I've got an arduino uno and a relay board. Each digital output pin on the arduino connects to a relay on the board, and then each relay is connected to a solenoid. In this application, it is common for the solenoids to be added/removed frequently.
So, what I'm trying to achieve is some way of knowing whether a solenoid is connected to the relay or not. If it is, then I will be able to display some sort of an icon on the software side, representing "solenoid #4 is connected" ... If there's no easy way to just detect that, I wouldn't be opposed to having a little toggle switch next to each solenoid, when you connect one flip it on, when you disconnect flip it off. But even then I still need some way of detecting if each switch is open or closed, and then relating the switch to which solenoid it represents....
Sure, a sensor. What kind of sensor? And even then, how do I connect it to the arduino and relate it to the solenoid which it represent? (input pins? every arduino I've ever seen has more output than input, and I'm currently using ALL my output pins... when this is complete I'll be utilizing about 50 on an arduino mega)
I don't think a voltage sensor would work. Like I said, I want to be able to detect when its CONNECTED (ie, a solenoid is presently hooked up to the relay or not). This is different than saying the solenoid is open or closed. Just by giving the relay board power, ALL relays are already getting voltage if you measure across the NC/COM pins, regardless of if there's anything connected to them or not. Maybe you'd measure resistance or something? Otherwise, the toggle switch idea also is an option (though I'd prefer to automatically detect)
Also, as I said, the analog input pin route doesn't work so well either (I was hoping for a different magical solution I guess?)... But, if that's the only way.... Then is there any arduino board that has 30+ analog inputs AND 30+ digital outputs? (because obviously I would need a 1-1 mapping of analog in to digital out)
More output than input? Each pin is capable of both, so that does't really make sense.

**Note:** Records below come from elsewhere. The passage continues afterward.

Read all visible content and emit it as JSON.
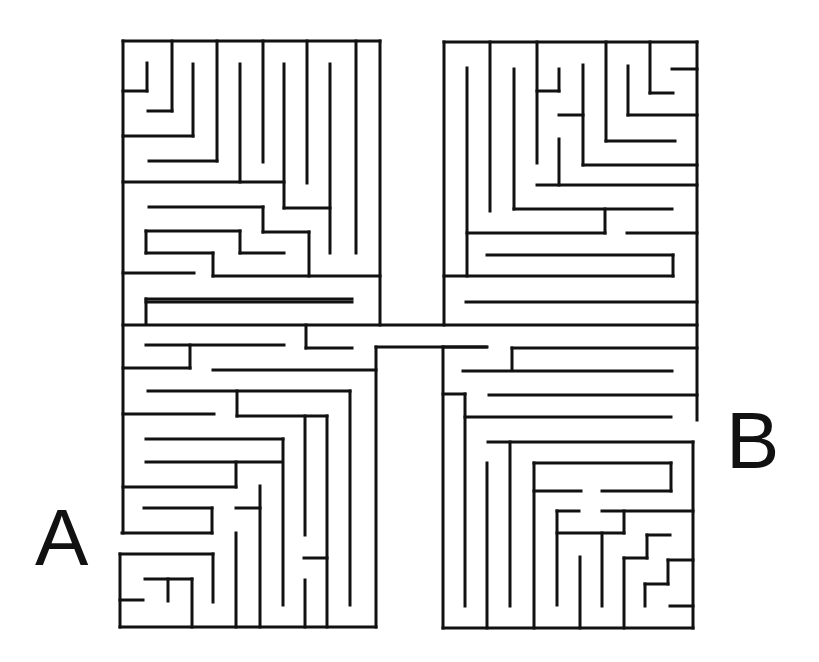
{
  "puzzle": {
    "type": "maze",
    "start_label": "A",
    "end_label": "B",
    "wall_color": "#111111",
    "background_color": "#ffffff",
    "wall_width": 3
  },
  "walls": [
    [
      123,
      41,
      380,
      41
    ],
    [
      123,
      41,
      123,
      533
    ],
    [
      380,
      41,
      380,
      325
    ],
    [
      147,
      63,
      147,
      91
    ],
    [
      123,
      91,
      147,
      91
    ],
    [
      172,
      41,
      172,
      111
    ],
    [
      148,
      111,
      172,
      111
    ],
    [
      193,
      64,
      193,
      136
    ],
    [
      123,
      136,
      193,
      136
    ],
    [
      217,
      41,
      217,
      161
    ],
    [
      149,
      161,
      217,
      161
    ],
    [
      240,
      64,
      240,
      182
    ],
    [
      123,
      182,
      284,
      182
    ],
    [
      263,
      41,
      263,
      162
    ],
    [
      284,
      64,
      284,
      208
    ],
    [
      284,
      208,
      330,
      208
    ],
    [
      307,
      41,
      307,
      183
    ],
    [
      330,
      64,
      330,
      253
    ],
    [
      356,
      41,
      356,
      253
    ],
    [
      149,
      207,
      263,
      207
    ],
    [
      263,
      207,
      263,
      232
    ],
    [
      263,
      232,
      309,
      232
    ],
    [
      309,
      232,
      309,
      276
    ],
    [
      146,
      231,
      240,
      231
    ],
    [
      240,
      231,
      240,
      253
    ],
    [
      240,
      253,
      284,
      253
    ],
    [
      146,
      231,
      146,
      253
    ],
    [
      146,
      253,
      213,
      253
    ],
    [
      213,
      253,
      213,
      276
    ],
    [
      213,
      276,
      380,
      276
    ],
    [
      123,
      273,
      194,
      273
    ],
    [
      146,
      299,
      352,
      299
    ],
    [
      146,
      299,
      146,
      324
    ],
    [
      123,
      325,
      697,
      325
    ],
    [
      306,
      325,
      306,
      348
    ],
    [
      306,
      348,
      352,
      348
    ],
    [
      146,
      345,
      284,
      345
    ],
    [
      190,
      345,
      190,
      368
    ],
    [
      123,
      368,
      190,
      368
    ],
    [
      376,
      347,
      486,
      347
    ],
    [
      376,
      347,
      376,
      627
    ],
    [
      213,
      370,
      376,
      370
    ],
    [
      148,
      391,
      350,
      391
    ],
    [
      350,
      391,
      350,
      605
    ],
    [
      237,
      391,
      237,
      416
    ],
    [
      237,
      416,
      327,
      416
    ],
    [
      327,
      416,
      327,
      627
    ],
    [
      305,
      416,
      305,
      535
    ],
    [
      305,
      580,
      305,
      627
    ],
    [
      123,
      414,
      214,
      414
    ],
    [
      146,
      439,
      283,
      439
    ],
    [
      283,
      439,
      283,
      605
    ],
    [
      146,
      462,
      281,
      462
    ],
    [
      236,
      462,
      236,
      487
    ],
    [
      123,
      487,
      236,
      487
    ],
    [
      260,
      486,
      260,
      627
    ],
    [
      236,
      508,
      260,
      508
    ],
    [
      144,
      508,
      212,
      508
    ],
    [
      212,
      508,
      212,
      533
    ],
    [
      122,
      533,
      212,
      533
    ],
    [
      236,
      533,
      236,
      627
    ],
    [
      304,
      558,
      327,
      558
    ],
    [
      120,
      554,
      213,
      554
    ],
    [
      213,
      554,
      213,
      602
    ],
    [
      120,
      554,
      120,
      627
    ],
    [
      120,
      627,
      376,
      627
    ],
    [
      145,
      579,
      192,
      579
    ],
    [
      192,
      579,
      192,
      627
    ],
    [
      168,
      579,
      168,
      601
    ],
    [
      120,
      600,
      143,
      600
    ],
    [
      444,
      42,
      697,
      42
    ],
    [
      444,
      42,
      444,
      325
    ],
    [
      697,
      42,
      697,
      420
    ],
    [
      467,
      68,
      467,
      276
    ],
    [
      490,
      42,
      490,
      211
    ],
    [
      514,
      69,
      514,
      209
    ],
    [
      514,
      209,
      672,
      209
    ],
    [
      537,
      42,
      537,
      163
    ],
    [
      537,
      91,
      559,
      91
    ],
    [
      559,
      69,
      559,
      91
    ],
    [
      583,
      65,
      583,
      165
    ],
    [
      559,
      115,
      583,
      115
    ],
    [
      583,
      165,
      697,
      165
    ],
    [
      606,
      42,
      606,
      141
    ],
    [
      606,
      141,
      675,
      141
    ],
    [
      628,
      66,
      628,
      115
    ],
    [
      628,
      115,
      697,
      115
    ],
    [
      650,
      42,
      650,
      93
    ],
    [
      650,
      93,
      673,
      93
    ],
    [
      672,
      69,
      697,
      69
    ],
    [
      559,
      139,
      559,
      185
    ],
    [
      537,
      185,
      697,
      185
    ],
    [
      605,
      209,
      605,
      233
    ],
    [
      467,
      233,
      605,
      233
    ],
    [
      627,
      233,
      697,
      233
    ],
    [
      444,
      276,
      673,
      276
    ],
    [
      673,
      255,
      673,
      276
    ],
    [
      487,
      255,
      673,
      255
    ],
    [
      466,
      302,
      697,
      302
    ],
    [
      352,
      302,
      146,
      302
    ],
    [
      443,
      347,
      443,
      628
    ],
    [
      443,
      347,
      487,
      347
    ],
    [
      512,
      348,
      512,
      370
    ],
    [
      512,
      348,
      697,
      348
    ],
    [
      463,
      371,
      672,
      371
    ],
    [
      489,
      395,
      697,
      395
    ],
    [
      443,
      394,
      465,
      394
    ],
    [
      465,
      394,
      465,
      606
    ],
    [
      465,
      417,
      671,
      417
    ],
    [
      488,
      442,
      693,
      442
    ],
    [
      693,
      442,
      693,
      628
    ],
    [
      510,
      442,
      510,
      606
    ],
    [
      487,
      463,
      487,
      628
    ],
    [
      534,
      463,
      671,
      463
    ],
    [
      671,
      463,
      671,
      491
    ],
    [
      602,
      491,
      671,
      491
    ],
    [
      534,
      463,
      534,
      628
    ],
    [
      534,
      491,
      581,
      491
    ],
    [
      557,
      511,
      579,
      511
    ],
    [
      557,
      511,
      557,
      605
    ],
    [
      602,
      511,
      693,
      511
    ],
    [
      624,
      511,
      624,
      533
    ],
    [
      557,
      533,
      624,
      533
    ],
    [
      602,
      533,
      602,
      606
    ],
    [
      580,
      557,
      580,
      628
    ],
    [
      647,
      535,
      670,
      535
    ],
    [
      647,
      535,
      647,
      558
    ],
    [
      624,
      558,
      647,
      558
    ],
    [
      624,
      558,
      624,
      628
    ],
    [
      668,
      560,
      693,
      560
    ],
    [
      668,
      560,
      668,
      584
    ],
    [
      645,
      584,
      668,
      584
    ],
    [
      645,
      584,
      645,
      606
    ],
    [
      670,
      606,
      693,
      606
    ],
    [
      443,
      628,
      693,
      628
    ]
  ]
}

Anyway, sounds like you need some IO expansion. One way is with simple shift registers. So for example instead of connecting 8 IO pins to 8 relay control pins, you use 3 pins to control a shift (out) register, and have the shift register control the 8 relay pins.
Similarly for switches that the solenoid closes when its put into place, or a toggle/rocker switch flipped. Connect the switch to a shift (in) register (74HC165, 74HC166 from mouser.com), read the switch states before commanding any relay action, report an error if the switch indicates the solenoid is not installed. Or read them all periodically, and maintain a status of what's there or not.
Hmm.. I'm pretty new to this, have never heard of shift registers. I will have to look into how those work...thanks
Basically, I want to be able to control (turning them on or off, just 1 at a time) up to 50 solenoid valves through software. Since not all 50 valves will always be present, I'd like to also be able to know which valves are connected (ie, valves 1-20 exist, 21-40 are missing, and 41-50 exist). This way, when I present options to the user for which valves they'd like to turn on/off, I can grey out/exclude the ones which are not even present.
I currently have the on/off control working with an arduino uno for 8 valves. I'd like to expand this to 50 valves, and add the ability to know which valves are present or not.
So, through the use of shift registers, I could independently control 50 solenoid valves without having to use 50 digital output pins?
If your relay is connect to act as a ground side switch of the solenoid then when a solenoid is connected, there will be a positive voltage present. If there is no solenoid, there will be nothing. As soon as the relay closes (with a solenoid attached) the voltage would of course be 0.